As Virgil was leaving, he asked Card if he knew the fly fisherman George Peck. “Oh, sure, I know George. Why?”
“Is he an instructor here?”
“No, no. He’s the town photographer,” Card said. “He does portraits and high school yearbooks and so on. He’s a blowhard, in my opinion. Harmless, though.”
“I met him up on the Butternut, fly-fishing.”
“Was he wearing that white suit?” Card asked.
“Yeah. I’d never seen anything quite like it,” Virgil said.
“That’s George. He can’t just be a fly fisherman, he has to be an antique fly fisherman. He’s also a member of a tommy-gun club over in Wisconsin. They get together and shoot tommy guns. He collects pocket watches. He’s got an enormous camera, a hundred years old, the size of a Volkswagen. He uses it to go around and document authentic people. He used to be a glider pilot. A regular airplane wasn’t exotic enough-he had to go up without an engine.”
“Authentic people?”
“You know. Poor people, I guess,” Card said. “I’ve known him a long time. Since we were kids. Wouldn’t hurt a fly. You don’t seriously suspect him?”
“No, no. Just doing market research,” Virgil said.
Before going back to his truck, Virgil walked down to the college admissions department and got a copy of the current class catalog, which also listed instructors. The woman behind the admissions desk told him that all instructors, both full-time and part-time, were listed on the college’s website, and most had e-mail addresses.
He sat in the 4Runner for a few minutes, flipping through the catalog. There were dozens of courses, more dozens of instructors. Browsing through the list of courses, he realized that the level of technical sophistication meant that not only the instructors, but the students, could almost certainly build any kind of bomb you wanted.

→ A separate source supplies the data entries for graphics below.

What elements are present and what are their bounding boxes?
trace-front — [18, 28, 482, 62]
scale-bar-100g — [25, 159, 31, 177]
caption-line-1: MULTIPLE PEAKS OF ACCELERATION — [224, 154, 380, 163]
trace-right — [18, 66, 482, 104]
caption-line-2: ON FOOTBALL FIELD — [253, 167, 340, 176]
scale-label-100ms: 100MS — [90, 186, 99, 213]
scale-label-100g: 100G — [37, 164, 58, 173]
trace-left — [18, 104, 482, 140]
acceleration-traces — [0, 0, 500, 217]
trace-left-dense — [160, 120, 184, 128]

Including, he thought, atomic. Even if they couldn’t provide the plutonium, they almost certainly could build the mechanism of an atomic bomb, with their computer-assisted design programs: Electronics technology, engineering CAD technology, machine-tool technology, manufacturing engineering technology, mechanical design tech (CAD), research-and-development technology, welding and metal fabrication technology…
A pipe bomb would be child’s play.
In fact, the bombs so far had perhaps been too unsophisticated for the college… but then, there was that pipe debris. Virgil bought the idea that the pipe had been cut in a machine shop, that the bomber had been there.
Ahlquist called: “Everybody’s here for the press conference. You coming?”
Virgil looked at his watch. The time was sneaking past him. “See you in five minutes,” he said. “You know what you’re going to say?”
“Well, it’ll be just like we decided. That we’re making progress, that we’re expecting arrests. It’d be nice if we had made some progress. I’d feel less like a dirty rotten liar, but I guess I can live with it.”
“We did find the bomb factory,” Virgil said. “You could mention that.”
“What?”
“And I’d like to talk to you about market research.”